The Write Stuff

Is blogging really dead?

Mark Twain/samuel Clemens/eps

 

 

Declaring the death of a trend can get attention but it doesn’t make it true.  Take “blogging is dead”, or “dying”, as a prime example.

We recently came across a Mark Twain-like death”of blogs and the Web. ‪The supposition is based on the belief that blogs simply get drowned out by the avalanche of data choking would-be readers’ mailboxes, browsers, and social-media pages.  There is truth to the claim of data overload, of course, but it doesn’t nullify the positive impact of well-conceived blog content that serves the interests of readers and grows the number of the visitors you want coming to your site.

There’s certainly no data we’re aware of to suggest a declining number of blogs published on corporate web sites.  In fact, it’s just the opposite.  It was projected last year that 43% of U.S. companies would be utilizing blogs for marketing in 2012 – compared to 16% in 2007.  So, yes, reports of the death of blogging are exaggerated.

The reason for its good health is easy to understand. Keeping web sites and blog content fresh and relevant to customer readership continues to be the simplest and quickest means of sustaining and enhancing your web presence.

It’s also a simple, quick way to build and substantiate thought leadership in your category whenever you can hold forth on topics of educational interest to your marketplace of customers, prospects and industry followers.

Branded blogs that thrive are those that evolve right along with the web itself. Just as corporate web sites are far more interactive today than their passive ancestors, today’s business blogs and market-savvy bloggers strive for two-way conversational engagement with readers.  They invite give and take.  This is in sharp contrast to their one-way communication soapbox predecessors.

Empirical evidence ties sales productivity, in the form of lower-cost lead generation, to a vendor’s blog activity.  Another reason why intelligently out-sourced blog content development to domain experts can represent such an intelligent (and measurable) investment in business development.  As long as they remain so useful, blogs won’t be disappearing any time soon.

Did your blog generate quality leads last year? What’s your process for coming up with new ideas to write about?  Do you solicit subject matter from customers? What’s your plan?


Find and copy each line of the records where the string "interactable" shows up.

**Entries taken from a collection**

-*-*-

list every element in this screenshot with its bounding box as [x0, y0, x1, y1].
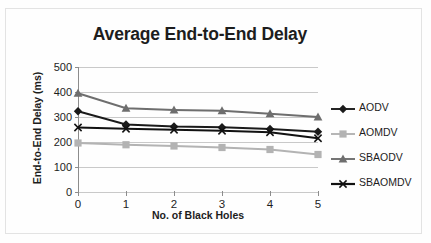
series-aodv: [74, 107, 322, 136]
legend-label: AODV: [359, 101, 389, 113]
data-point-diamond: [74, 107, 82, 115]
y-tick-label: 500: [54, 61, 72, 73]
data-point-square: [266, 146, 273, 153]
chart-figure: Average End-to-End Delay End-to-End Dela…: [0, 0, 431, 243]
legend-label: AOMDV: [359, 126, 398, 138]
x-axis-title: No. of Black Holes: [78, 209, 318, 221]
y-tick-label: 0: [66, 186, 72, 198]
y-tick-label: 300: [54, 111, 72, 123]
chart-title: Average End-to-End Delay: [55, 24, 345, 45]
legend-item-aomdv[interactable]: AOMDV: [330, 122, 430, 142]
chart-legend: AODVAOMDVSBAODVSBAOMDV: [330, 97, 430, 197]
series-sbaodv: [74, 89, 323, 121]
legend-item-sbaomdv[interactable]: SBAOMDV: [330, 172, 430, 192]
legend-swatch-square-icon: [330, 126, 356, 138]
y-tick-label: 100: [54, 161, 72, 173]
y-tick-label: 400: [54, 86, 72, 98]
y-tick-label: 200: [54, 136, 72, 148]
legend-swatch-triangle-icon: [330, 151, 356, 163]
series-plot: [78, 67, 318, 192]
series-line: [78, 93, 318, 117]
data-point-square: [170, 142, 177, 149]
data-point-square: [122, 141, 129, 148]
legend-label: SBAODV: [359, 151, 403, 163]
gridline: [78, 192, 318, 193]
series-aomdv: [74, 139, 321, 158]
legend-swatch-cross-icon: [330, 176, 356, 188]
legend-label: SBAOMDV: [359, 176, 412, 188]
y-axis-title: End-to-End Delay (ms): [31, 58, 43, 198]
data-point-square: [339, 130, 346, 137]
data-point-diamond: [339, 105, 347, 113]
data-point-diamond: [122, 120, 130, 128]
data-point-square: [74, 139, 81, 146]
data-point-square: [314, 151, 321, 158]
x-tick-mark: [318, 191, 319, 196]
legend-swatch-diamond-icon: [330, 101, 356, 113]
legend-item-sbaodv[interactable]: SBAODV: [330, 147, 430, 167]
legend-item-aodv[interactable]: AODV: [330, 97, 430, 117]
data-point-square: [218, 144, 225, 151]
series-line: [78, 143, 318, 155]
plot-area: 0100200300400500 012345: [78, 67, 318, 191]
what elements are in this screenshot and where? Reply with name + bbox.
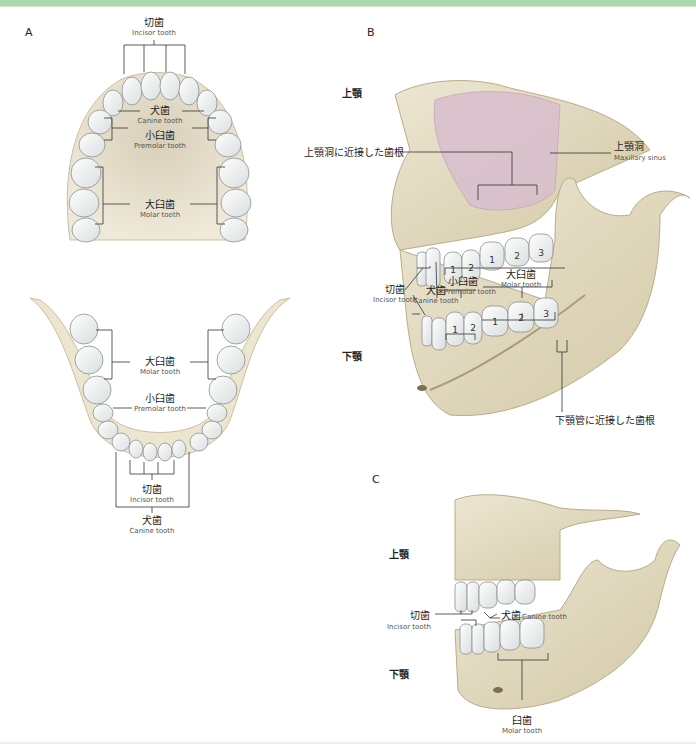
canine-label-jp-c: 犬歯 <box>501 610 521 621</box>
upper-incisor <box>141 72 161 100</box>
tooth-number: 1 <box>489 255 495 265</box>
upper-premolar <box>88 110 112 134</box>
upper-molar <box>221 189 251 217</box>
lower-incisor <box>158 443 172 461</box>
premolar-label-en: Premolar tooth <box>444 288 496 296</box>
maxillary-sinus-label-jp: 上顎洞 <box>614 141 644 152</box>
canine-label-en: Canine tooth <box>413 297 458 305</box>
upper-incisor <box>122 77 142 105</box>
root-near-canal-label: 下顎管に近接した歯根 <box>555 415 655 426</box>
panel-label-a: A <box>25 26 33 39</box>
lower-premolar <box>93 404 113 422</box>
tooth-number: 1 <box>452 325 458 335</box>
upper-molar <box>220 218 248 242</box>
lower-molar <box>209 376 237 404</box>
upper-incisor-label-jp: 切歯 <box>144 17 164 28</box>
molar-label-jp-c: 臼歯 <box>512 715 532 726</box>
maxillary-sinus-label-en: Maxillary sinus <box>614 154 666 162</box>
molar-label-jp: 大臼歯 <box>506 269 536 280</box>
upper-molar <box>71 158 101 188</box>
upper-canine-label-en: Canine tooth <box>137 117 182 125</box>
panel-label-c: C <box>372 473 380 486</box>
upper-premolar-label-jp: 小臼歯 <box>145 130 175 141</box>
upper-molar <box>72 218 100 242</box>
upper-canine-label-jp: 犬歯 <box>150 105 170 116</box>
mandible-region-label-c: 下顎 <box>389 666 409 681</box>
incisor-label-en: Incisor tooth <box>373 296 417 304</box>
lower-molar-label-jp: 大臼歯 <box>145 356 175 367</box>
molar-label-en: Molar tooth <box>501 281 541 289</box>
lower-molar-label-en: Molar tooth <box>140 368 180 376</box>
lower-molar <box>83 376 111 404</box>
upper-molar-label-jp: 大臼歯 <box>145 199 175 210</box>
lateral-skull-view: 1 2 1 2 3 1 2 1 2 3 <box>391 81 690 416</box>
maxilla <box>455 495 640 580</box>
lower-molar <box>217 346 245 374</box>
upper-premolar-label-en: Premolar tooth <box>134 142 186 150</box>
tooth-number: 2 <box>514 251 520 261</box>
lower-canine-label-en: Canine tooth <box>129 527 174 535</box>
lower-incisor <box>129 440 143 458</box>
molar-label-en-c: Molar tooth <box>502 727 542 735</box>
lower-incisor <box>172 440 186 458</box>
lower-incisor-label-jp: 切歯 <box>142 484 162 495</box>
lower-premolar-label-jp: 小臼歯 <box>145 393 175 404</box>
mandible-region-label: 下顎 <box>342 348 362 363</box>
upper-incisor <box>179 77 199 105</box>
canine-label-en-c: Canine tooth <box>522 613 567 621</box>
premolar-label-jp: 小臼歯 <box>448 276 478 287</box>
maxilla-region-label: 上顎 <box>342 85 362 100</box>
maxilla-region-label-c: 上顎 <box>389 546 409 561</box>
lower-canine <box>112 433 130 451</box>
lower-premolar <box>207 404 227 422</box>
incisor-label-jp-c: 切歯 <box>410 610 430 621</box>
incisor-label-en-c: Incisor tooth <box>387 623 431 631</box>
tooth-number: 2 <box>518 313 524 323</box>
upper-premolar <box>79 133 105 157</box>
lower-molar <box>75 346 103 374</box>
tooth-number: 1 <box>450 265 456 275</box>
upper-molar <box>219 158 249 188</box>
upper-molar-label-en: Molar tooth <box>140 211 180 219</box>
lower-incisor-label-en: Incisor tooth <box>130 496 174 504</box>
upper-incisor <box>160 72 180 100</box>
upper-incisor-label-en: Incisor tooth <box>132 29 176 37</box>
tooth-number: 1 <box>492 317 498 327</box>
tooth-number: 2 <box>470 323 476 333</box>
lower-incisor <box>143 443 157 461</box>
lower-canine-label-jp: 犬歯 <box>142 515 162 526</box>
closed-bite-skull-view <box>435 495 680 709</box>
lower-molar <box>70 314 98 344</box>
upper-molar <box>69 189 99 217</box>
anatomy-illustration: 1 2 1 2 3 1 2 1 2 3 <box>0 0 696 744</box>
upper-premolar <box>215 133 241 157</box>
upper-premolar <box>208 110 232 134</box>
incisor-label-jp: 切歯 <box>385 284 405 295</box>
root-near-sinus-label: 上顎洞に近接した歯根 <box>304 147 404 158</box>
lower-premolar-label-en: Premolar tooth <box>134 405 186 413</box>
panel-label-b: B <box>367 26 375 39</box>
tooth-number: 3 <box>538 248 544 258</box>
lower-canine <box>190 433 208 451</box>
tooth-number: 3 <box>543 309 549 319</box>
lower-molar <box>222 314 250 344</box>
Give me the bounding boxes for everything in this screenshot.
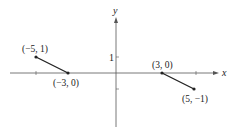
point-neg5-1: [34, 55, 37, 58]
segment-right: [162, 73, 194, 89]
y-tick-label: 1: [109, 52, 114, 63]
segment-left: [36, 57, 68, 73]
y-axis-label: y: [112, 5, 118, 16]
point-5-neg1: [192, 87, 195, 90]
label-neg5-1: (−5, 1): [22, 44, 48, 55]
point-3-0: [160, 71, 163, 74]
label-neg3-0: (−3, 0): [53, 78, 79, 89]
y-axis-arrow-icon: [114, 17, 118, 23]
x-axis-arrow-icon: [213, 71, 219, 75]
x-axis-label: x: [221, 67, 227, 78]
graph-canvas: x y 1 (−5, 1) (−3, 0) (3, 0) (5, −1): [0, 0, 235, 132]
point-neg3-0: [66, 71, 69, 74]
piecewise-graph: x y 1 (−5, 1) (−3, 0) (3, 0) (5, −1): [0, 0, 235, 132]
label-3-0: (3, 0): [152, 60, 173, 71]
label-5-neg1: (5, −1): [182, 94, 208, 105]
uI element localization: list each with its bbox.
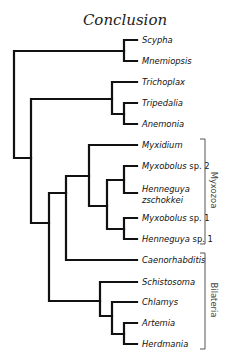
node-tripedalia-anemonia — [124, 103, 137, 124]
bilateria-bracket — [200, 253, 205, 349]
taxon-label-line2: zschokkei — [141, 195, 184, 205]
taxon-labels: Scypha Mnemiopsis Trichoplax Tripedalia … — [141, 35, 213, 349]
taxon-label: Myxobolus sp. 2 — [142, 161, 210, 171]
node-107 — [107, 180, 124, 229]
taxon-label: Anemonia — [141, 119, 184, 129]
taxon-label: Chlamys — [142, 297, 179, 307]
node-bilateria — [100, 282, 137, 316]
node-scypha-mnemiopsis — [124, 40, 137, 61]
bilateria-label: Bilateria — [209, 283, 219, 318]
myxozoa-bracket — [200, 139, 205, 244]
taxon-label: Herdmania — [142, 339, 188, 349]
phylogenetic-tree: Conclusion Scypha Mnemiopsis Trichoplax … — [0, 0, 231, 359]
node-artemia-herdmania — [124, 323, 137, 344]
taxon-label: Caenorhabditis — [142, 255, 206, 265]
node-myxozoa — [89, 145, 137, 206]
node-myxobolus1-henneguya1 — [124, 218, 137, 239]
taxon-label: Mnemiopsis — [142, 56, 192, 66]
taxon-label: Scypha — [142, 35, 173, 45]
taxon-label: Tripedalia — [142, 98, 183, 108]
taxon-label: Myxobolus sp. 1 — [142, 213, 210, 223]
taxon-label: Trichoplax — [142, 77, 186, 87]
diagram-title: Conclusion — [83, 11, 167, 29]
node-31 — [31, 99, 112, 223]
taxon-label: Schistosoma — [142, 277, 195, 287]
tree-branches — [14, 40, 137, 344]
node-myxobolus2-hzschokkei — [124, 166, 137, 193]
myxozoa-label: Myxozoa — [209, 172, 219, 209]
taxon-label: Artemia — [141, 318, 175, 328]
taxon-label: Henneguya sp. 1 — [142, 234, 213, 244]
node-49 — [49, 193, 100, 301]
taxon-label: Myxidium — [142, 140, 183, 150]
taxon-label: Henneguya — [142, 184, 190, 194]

-*-*-

**Final answer**
legend-item-aomdv[interactable]: AOMDV: [330, 122, 430, 142]
legend-item-sbaomdv[interactable]: SBAOMDV: [330, 172, 430, 192]
legend-item-sbaodv[interactable]: SBAODV: [330, 147, 430, 167]
legend-item-aodv[interactable]: AODV: [330, 97, 430, 117]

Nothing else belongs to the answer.